Saletan wants his readers to know that he’s Jewish, believes in Israel and was “aghast at what Hamas did to so many innocent people on October 7. I strongly support the use of force against the killers. But as thousands of innocent people die in Gaza— not as targets, but as victims of relentless bombardment in a war they didn’t choose— I can’t accept the bigotry, zealotry, and callousness these candidates are espousing. They aren’t standing up against ruthless religious violence. They’re promoting it.” These are the themes the Republican candidates went on about that Saletan took umbrage at:

  • America supports Israel’s territorial claims because we accept the Hebrew Bible

  • Israel should exact vengeance for October 7

  • We should send no humanitarian aid to Gaza

  • The United States should accept no refugees from Gaza

  • Only Hamas can be blamed for death or suffering in Gaza

  • Israel should act without restraint

  • Israel should match the enemy’s ruthlessness

  • Israel is entitled to rule all of Palestine

Perhaps Muslim community leaders— and progressives— who are threatening to abandon Bide over the Israel-Gaza war should read that carefully. “What the Republican candidates are advancing, in sum,” wrote Saletan, “is an abandonment of morals.
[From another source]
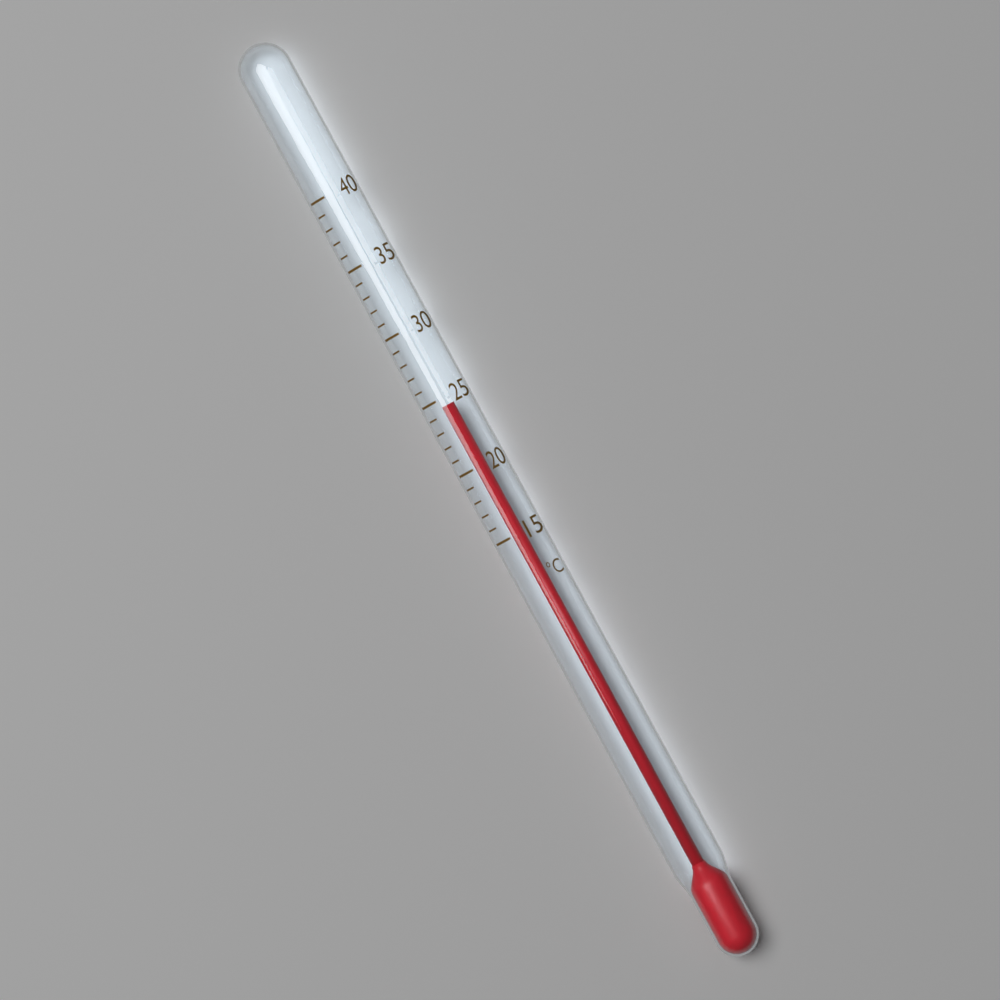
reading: 24.5 °C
They’re rationalizing bigotry and cruelty—withholding humanitarian aid, barring child refugees, bombing Gaza without limits— and they’re grounding America’s loyalty to Israel in Jewish and Christian scripture. This isn’t the way to build an alliance against terrorism. It’s the way to feed a religious war.”


We’re going to need a lot more Republicans than Ken Buck and Kay Granger leaving this party before anything is going to be addressed in terms of this primitive mindset that puts humanity itself in danger.